Editorials

Welcome to On Labor

Benjamin Sachs

Benjamin Sachs is the Kestnbaum Professor of Labor and Industry at Harvard Law School and a leading expert in the field of labor law and labor relations. He is also faculty director of the Center for Labor and a Just Economy. Professor Sachs teaches courses in labor law, employment law, and law and social change, and his writing focuses on union organizing and unions in American politics. Prior to joining the Harvard faculty in 2008, Professor Sachs was the Joseph Goldstein Fellow at Yale Law School.  From 2002-2006, he served as Assistant General Counsel of the Service Employees International Union (SEIU) in Washington, D.C.  Professor Sachs graduated from Yale Law School in 1998, and served as a judicial law clerk to the Honorable Stephen Reinhardt of the United States Court of Appeals for the Ninth Circuit. His writing has appeared in the Harvard Law Review, the Yale Law Journal, the Columbia Law Review, the New York Times and elsewhere.  Professor Sachs received the Yale Law School teaching award in 2007 and in 2013 received the Sacks-Freund Award for Teaching Excellence at Harvard Law School.  He can be reached at [email protected].

Welcome to On Labor, a new blog by Jack Goldsmith and myself dedicated to current developments in the world of workers, unions, and politics.  Labor is a complicated field today.  Complicated because the traditional labor movement is in dramatic decline, and, on some accounts, on the brink of disappearing entirely.  The decline of unions – why it’s happening, whether and how it will continue, and what it means for our economy and our politics – is worth attention and analysis, which we will give it.  But despite union decline – actually, in part because of it – “labor” questions remain central to multiple ongoing public debates.  Witness the last two days on the editorial pages of the Wall Street Journal and the New York Times: the Journal goes on the attack about political disclosure rules for unions; the Times takes up strikes by fast food workers. Or consider the Supreme Court’s recent docket: one case raises the constitutionality of the current structure of public sector unions; another the legality of current models of organizing private sector unions.

As traditional unions decline, moreover, new worker organizations are moving to fill the gap, and, as a result, these organizations are now the subject of intense contestation. There are also innumerable questions about how work ought to be structured and managed, how workers ought to be represented and compensated, and about what the appropriate role of government is in all of this.  We mean the blog to be a place where these questions will get raised and debated and, hopefully, clarified.

As a law professor, I have written extensively about these subjects, and the blog will be a forum for shorter writing that is more responsive to contemporary developments.  Most of the posts will come from Jack and me, but we will be joined by a group of Harvard Law Students who will provide summaries of top daily news stories, background briefings on relevant legal and political developments, and some posts of their own.  We will occasionally have guest posts from others in the field.

Like many blogs, On Labor is a work in progress.  We welcome your ideas and suggestions as we go.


### Goal of the exercise:
How many lines of the data contain the string "axis"? Write the number and nothing more.

### Data in this exercise:
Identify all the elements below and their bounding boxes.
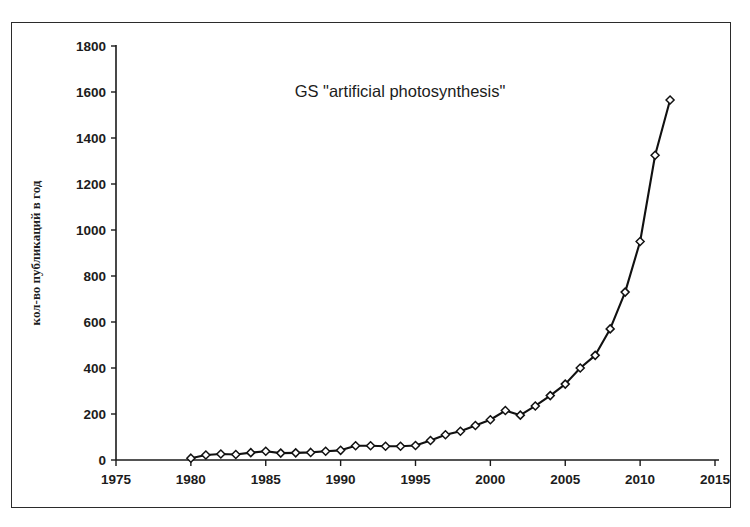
data-point-marker bbox=[367, 442, 375, 450]
data-line-series bbox=[191, 100, 670, 458]
x-axis-ticks: 197519801985199019952000200520102015 bbox=[101, 460, 731, 487]
data-point-marker bbox=[232, 450, 240, 458]
data-point-marker bbox=[471, 422, 479, 430]
chart-figure: 020040060080010001200140016001800 197519… bbox=[0, 0, 750, 527]
data-point-marker bbox=[307, 448, 315, 456]
data-point-marker bbox=[292, 449, 300, 457]
x-tick-label: 1975 bbox=[101, 472, 132, 487]
y-tick-label: 1800 bbox=[76, 39, 106, 54]
y-tick-label: 400 bbox=[83, 361, 106, 376]
x-tick-label: 2000 bbox=[475, 472, 505, 487]
data-point-marker bbox=[606, 325, 614, 333]
x-tick-label: 2010 bbox=[625, 472, 655, 487]
chart-title: GS "artificial photosynthesis" bbox=[295, 82, 506, 100]
data-point-marker bbox=[397, 442, 405, 450]
data-point-marker bbox=[202, 451, 210, 459]
y-tick-label: 0 bbox=[98, 453, 106, 468]
chart-plot-area: 020040060080010001200140016001800 197519… bbox=[0, 0, 750, 527]
data-point-marker bbox=[636, 238, 644, 246]
y-tick-label: 1000 bbox=[76, 223, 106, 238]
data-point-marker bbox=[382, 442, 390, 450]
y-tick-label: 1200 bbox=[76, 177, 106, 192]
data-point-marker bbox=[426, 436, 434, 444]
x-tick-label: 1990 bbox=[326, 472, 356, 487]
x-tick-label: 1985 bbox=[251, 472, 282, 487]
y-tick-label: 200 bbox=[83, 407, 106, 422]
data-point-marker bbox=[187, 454, 195, 462]
data-point-marker bbox=[262, 447, 270, 455]
y-axis-title: кол-во публикаций в год bbox=[28, 180, 43, 325]
x-tick-label: 2005 bbox=[550, 472, 581, 487]
data-point-marker bbox=[651, 151, 659, 159]
data-point-marker bbox=[337, 446, 345, 454]
y-tick-label: 1400 bbox=[76, 131, 106, 146]
data-point-marker bbox=[247, 449, 255, 457]
data-point-marker bbox=[456, 427, 464, 435]
data-point-marker bbox=[322, 447, 330, 455]
data-point-marker bbox=[217, 450, 225, 458]
y-tick-label: 600 bbox=[83, 315, 106, 330]
x-tick-label: 1980 bbox=[176, 472, 206, 487]
data-point-marker bbox=[666, 96, 674, 104]
data-point-marker bbox=[441, 431, 449, 439]
y-axis-ticks: 020040060080010001200140016001800 bbox=[76, 39, 116, 468]
x-tick-label: 2015 bbox=[700, 472, 731, 487]
data-point-marker bbox=[277, 449, 285, 457]
y-tick-label: 800 bbox=[83, 269, 106, 284]
data-point-marker bbox=[412, 442, 420, 450]
data-point-marker bbox=[621, 288, 629, 296]
x-tick-label: 1995 bbox=[400, 472, 431, 487]
data-point-marker bbox=[352, 442, 360, 450]
data-point-markers bbox=[187, 96, 674, 462]
y-tick-label: 1600 bbox=[76, 85, 106, 100]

### Response area:
3